July is old when she tells the tale but the story begins with her birth, actually it begins with the violent rape of her mother Kitty, a slave raped by the white overseer of Plantation Amity. However, July is not always present in the telling: when the tale is told in the third person it is in the past, when it is told in the first person, it is in the present. The old woman is more sophisticated than was the girl and the house slave who speaks in Jamaican patois.

All levels of plantation life are given to us: the social gulf among the house and the field slaves, the casual brutality of white over black, the jealousy of status in the black world among gradations of color and of course the Church and its hypocrisy, the man of god who obeys his marital vows but can enjoy sex with the nigger under the same vows.
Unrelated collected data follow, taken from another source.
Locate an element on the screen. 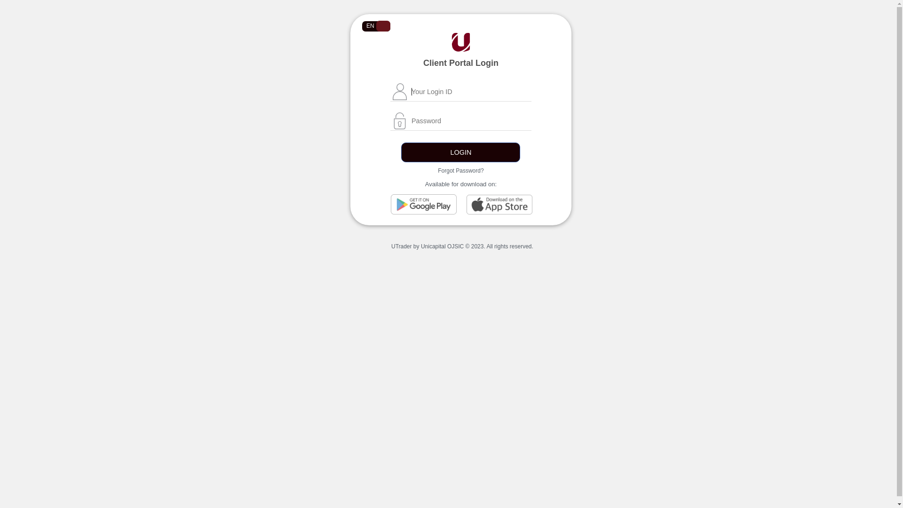  EN is located at coordinates (376, 26).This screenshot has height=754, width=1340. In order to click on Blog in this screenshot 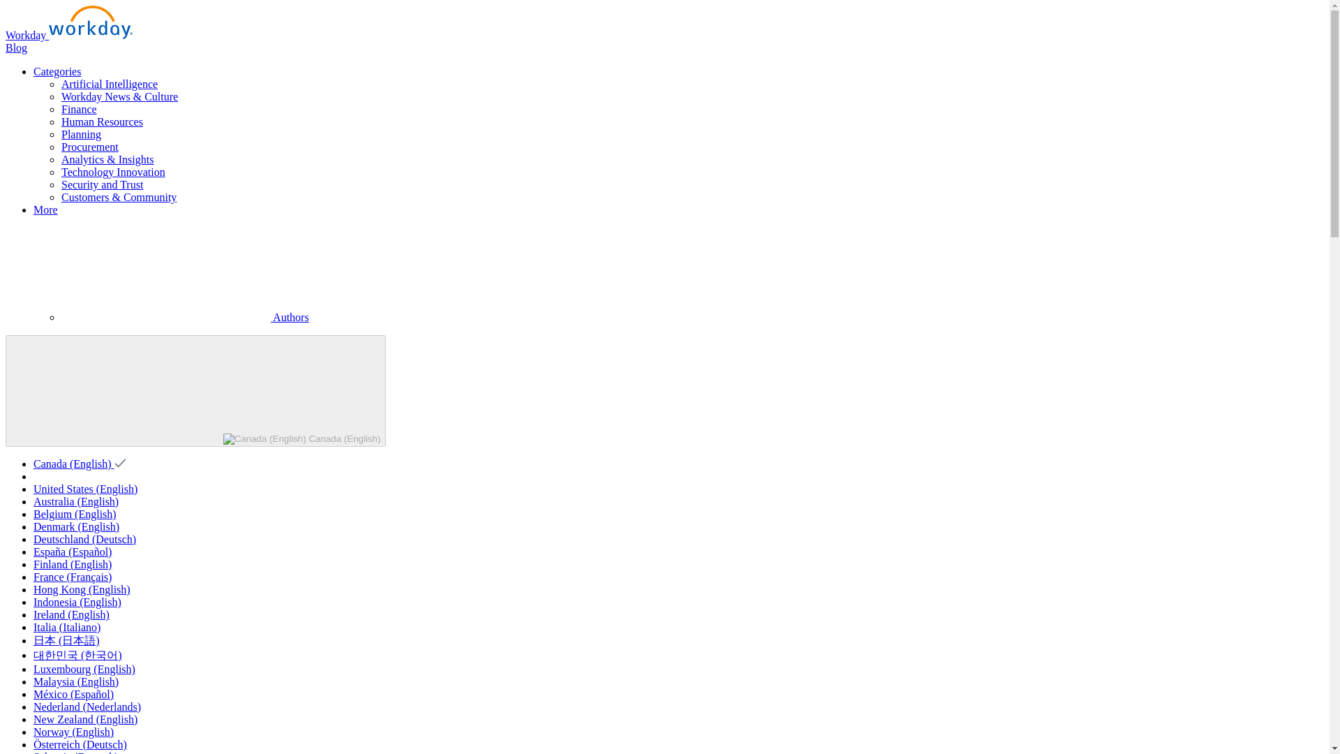, I will do `click(15, 47)`. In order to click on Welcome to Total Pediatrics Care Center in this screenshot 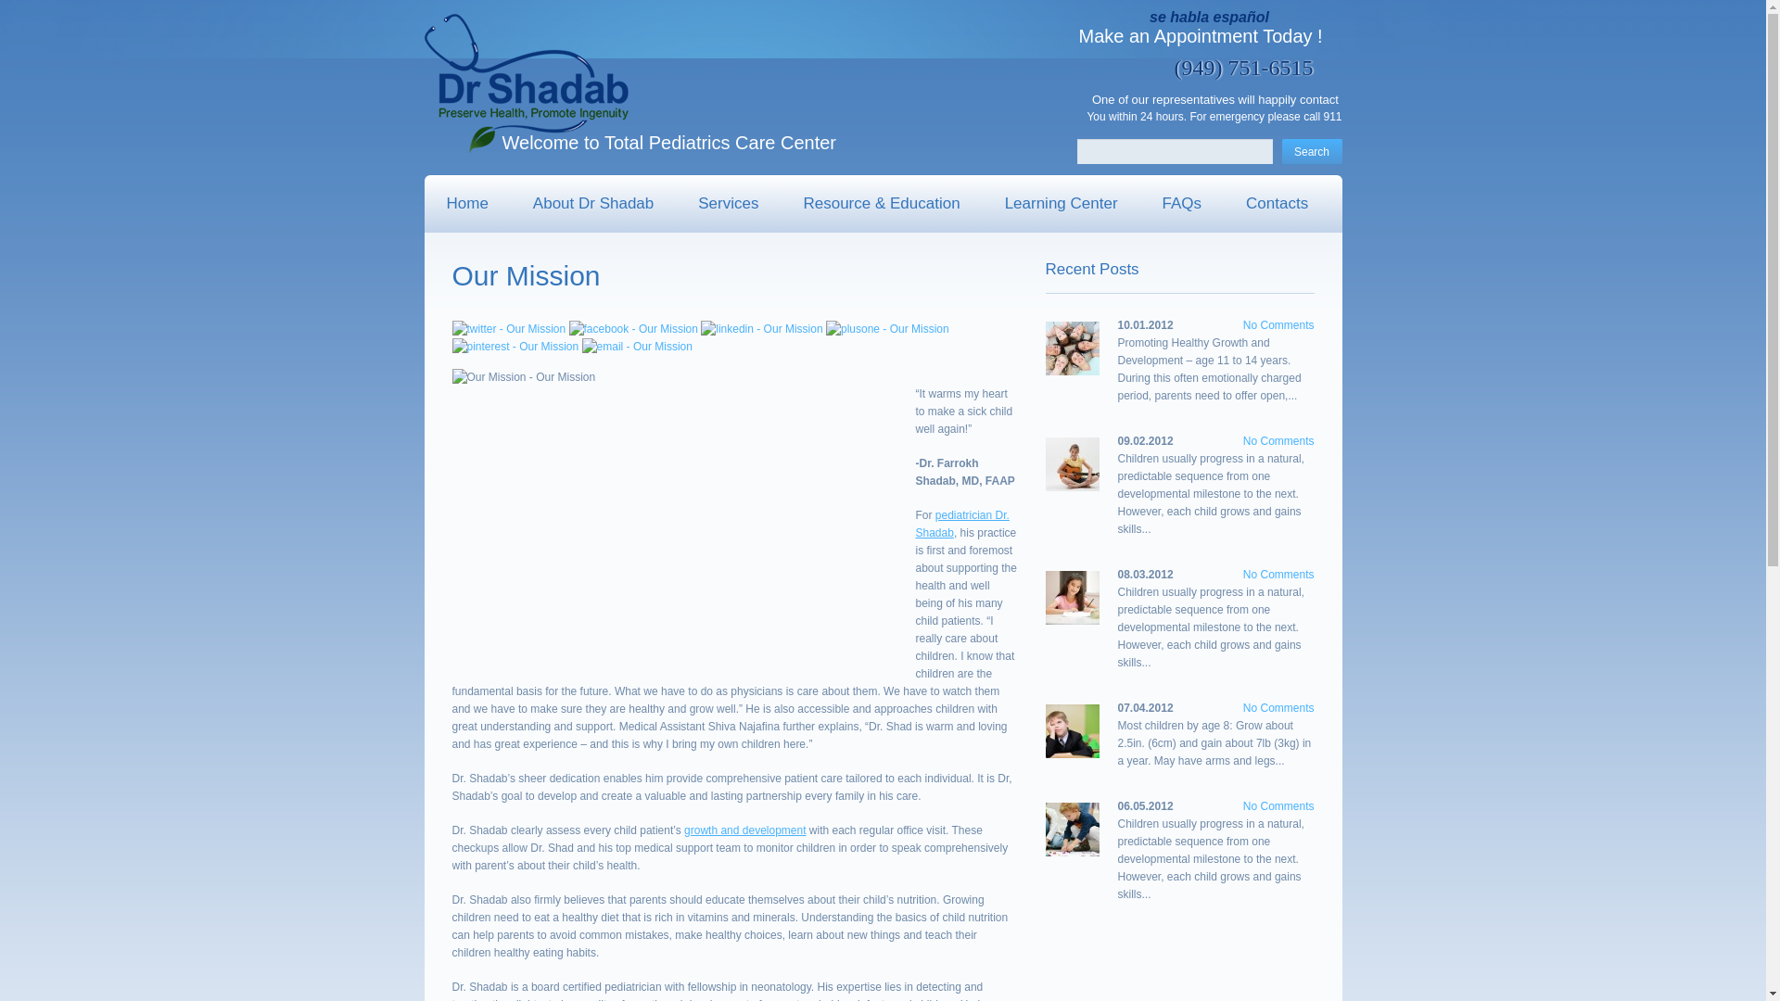, I will do `click(526, 83)`. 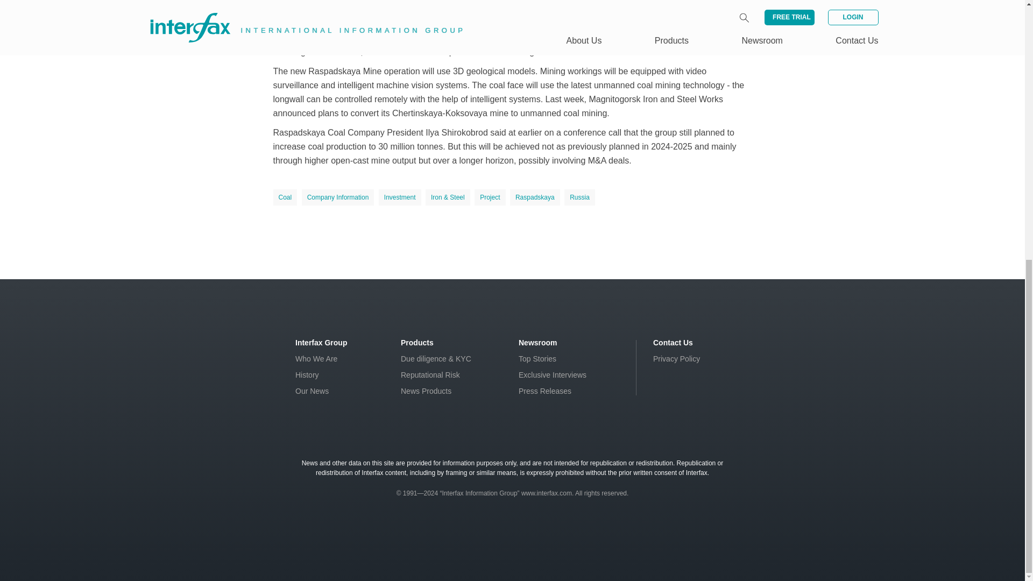 I want to click on Coal, so click(x=285, y=197).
The story is not easy to enter. I flailed about for a goodly while trying to “get it” between the relationships, the languages and the switches of time. When the tale was done, I loved the work that had gone into it and felt it was more than worth while. Brilliant construct, an exciting read. Andrea Levy, grew up black, born in black London of Jamaican (but mixed with jewish and irish some time ago) parents. Her father was a veteran of the war who decided to immigrate to Britain after the war. This is her first novel set in Jamaica and it has perfect pitch. (not deliberate ) One feels that she is intimate as only one who has suffered and lived this tale can be with such a setting and such a history.